TENORS, ANYONE? Ivo Perelman with Karl Berger, Gerald Cleaver, Mat Maneri, Whit Dickey, Matthew Shipp, William Parker, Joe Morris: The Art of the Improv Trio, Vols 1,2,3,4,5,6.

Back in 1999, Wynton Marsalis threw down the gauntlet by releasing something like 10 or 11 albums or boxed sets of studio and concert recordings. This year, Ivo Perelman is at least close to that, and has now surpassed that benchmark with these six albums of improvs in various combinations of groups and various  lengths of songs.

Volume One with Karl Berger/p and Gerald Cleaver/dr is a six part album with songs ranging from 6-13 minutes. Perelman’s tenor has long tones and sighs on the eerie “Part 1” and gets dark with some thunder on “Part 4.” Berger’s piano gets into lower depts. On “Part 3,” delivers a laconic romp on “Part 2” and holds down the busy drums while Perelman squeals on “Part 6.”

Volume Two has 13 pieces with Mat Maneri/viola and Whit Dickey/dr with lots of chirpy sounds between strings and horn on “Part 1” and “Part 5”. Dickey is crisp and busy throughout, rustling on ”Part 13” and playing with the cymbals on” Part 6” while scrambling on”Part 10”. Dark and hushed sounds weave in and out on “Part 2” and Perelman fluffs and shivers with Maneri on “Part 11.”

Volume 3 with Matthew Shipp/p and Gerald Cleaver/dr has 9 parts between 3-7 minutes. Ship gets bluesy on “3”, reflective on”7” and boppy with the leader on”9” while Perelman sighs on “2” and darkly floats over Cleaver’s ride cymbal on “6” whole the whole team hustles and bustles on “5.”

Volume 4 with William Parker/b and Gerald Cleaver/dr has only 3 songs. “Part 1” and “Part 3” are only 5 minutes long, with laconic howls and swirling reeds, while the 40 minute marathon of “Part 2” lets everyone get a muscular workout. Parker plucks, picks, strums and bows wile Cleaver rat a tats the snare, cymbal and  high hat around Perelman’s gruff huffs and puffs.

Volume 5 has Joe Morris/eg and Gerald Cleaver for 9 Parts. The electric guitar adds kinetic energy on the snappy ‘4” and shows a lazy blues feel on “8.” Guitar and tenor jab and poke on”6” while the two make dots and dashes around Cleavers’s drums on ”2” and get reflective on”5.” Squealing tenor sounds are deflected by Cleaver on ”7” and  “9” like a catcher handling a knuckleballer.

Volulme 6 has the same musicians as 5, but Morris switches to bass for two songs. The 4 minute “Part 2” has Cleaver sounding like he’s shaking a box of marbles, and the exhaustive 42 minute “Part 1” Features restless stick work as Perelman and Morris whirl around each other like cars in the Magic Roundabout. Perelman crosses octaves at a single bound, and everyone has a long conversation with their instruments. WHEW!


- _Directions for this task_
In the entries below, the word "with" appears on some lines. Copy each of those lines.

(Stored items from a collection)

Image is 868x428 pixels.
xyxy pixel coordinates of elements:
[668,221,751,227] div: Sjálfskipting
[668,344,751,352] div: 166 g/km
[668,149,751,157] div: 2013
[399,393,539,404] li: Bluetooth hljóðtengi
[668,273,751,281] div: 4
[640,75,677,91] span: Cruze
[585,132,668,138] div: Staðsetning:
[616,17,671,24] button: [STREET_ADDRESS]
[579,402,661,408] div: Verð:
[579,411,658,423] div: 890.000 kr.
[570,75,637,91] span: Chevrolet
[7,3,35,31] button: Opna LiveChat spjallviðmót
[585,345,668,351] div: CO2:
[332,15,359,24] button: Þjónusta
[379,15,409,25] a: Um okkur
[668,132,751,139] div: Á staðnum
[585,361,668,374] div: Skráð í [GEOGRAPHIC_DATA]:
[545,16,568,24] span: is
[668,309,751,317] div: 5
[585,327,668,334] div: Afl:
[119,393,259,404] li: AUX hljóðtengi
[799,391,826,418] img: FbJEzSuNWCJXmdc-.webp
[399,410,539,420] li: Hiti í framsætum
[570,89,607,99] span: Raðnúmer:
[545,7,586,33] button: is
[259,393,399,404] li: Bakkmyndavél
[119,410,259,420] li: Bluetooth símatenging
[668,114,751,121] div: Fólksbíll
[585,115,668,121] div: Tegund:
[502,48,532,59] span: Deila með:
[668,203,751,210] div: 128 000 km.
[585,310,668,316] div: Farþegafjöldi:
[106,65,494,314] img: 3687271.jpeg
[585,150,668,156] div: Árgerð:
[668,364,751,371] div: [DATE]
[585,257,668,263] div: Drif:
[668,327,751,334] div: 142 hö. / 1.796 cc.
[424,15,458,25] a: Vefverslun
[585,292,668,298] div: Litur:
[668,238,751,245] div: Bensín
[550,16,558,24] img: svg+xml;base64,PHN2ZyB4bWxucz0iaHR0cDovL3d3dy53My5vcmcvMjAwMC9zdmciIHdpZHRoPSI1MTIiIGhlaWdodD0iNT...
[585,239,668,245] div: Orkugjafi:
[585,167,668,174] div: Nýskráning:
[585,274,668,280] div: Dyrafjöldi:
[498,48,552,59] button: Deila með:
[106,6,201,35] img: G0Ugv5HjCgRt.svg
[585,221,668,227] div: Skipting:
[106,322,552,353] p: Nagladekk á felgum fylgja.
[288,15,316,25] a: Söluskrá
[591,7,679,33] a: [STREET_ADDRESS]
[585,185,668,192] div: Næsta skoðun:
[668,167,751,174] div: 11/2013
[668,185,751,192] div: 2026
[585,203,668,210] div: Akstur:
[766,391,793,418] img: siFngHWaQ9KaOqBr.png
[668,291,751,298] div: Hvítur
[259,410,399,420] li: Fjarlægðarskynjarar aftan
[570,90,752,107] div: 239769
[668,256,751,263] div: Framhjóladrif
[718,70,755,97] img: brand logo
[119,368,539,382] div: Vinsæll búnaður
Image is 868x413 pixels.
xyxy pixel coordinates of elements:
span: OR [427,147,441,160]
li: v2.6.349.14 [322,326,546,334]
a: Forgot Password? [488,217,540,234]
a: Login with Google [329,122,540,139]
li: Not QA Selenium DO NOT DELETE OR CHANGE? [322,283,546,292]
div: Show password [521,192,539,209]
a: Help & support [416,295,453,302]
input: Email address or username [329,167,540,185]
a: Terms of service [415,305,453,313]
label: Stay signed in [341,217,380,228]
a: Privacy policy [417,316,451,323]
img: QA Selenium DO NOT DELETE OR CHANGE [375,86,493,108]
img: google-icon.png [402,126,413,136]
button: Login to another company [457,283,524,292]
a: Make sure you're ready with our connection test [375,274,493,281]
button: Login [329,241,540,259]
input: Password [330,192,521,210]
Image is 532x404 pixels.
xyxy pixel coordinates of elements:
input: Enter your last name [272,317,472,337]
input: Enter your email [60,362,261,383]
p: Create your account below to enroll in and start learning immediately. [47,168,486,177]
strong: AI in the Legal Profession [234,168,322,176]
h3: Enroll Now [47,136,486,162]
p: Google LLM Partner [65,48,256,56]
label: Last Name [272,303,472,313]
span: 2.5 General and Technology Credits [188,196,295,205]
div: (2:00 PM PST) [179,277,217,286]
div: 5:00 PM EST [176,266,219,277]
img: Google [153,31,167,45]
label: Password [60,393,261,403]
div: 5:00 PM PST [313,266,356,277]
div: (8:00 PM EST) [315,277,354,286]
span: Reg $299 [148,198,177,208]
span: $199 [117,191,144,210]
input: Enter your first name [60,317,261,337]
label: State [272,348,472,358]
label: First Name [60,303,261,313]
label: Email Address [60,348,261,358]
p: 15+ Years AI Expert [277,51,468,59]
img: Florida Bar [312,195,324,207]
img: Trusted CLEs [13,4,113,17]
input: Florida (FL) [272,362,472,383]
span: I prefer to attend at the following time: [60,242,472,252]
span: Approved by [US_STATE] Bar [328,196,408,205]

- _Answer for the task_
a: Login with Google [329,122,540,139]
a: Make sure you're ready with our connection test [375,274,493,281]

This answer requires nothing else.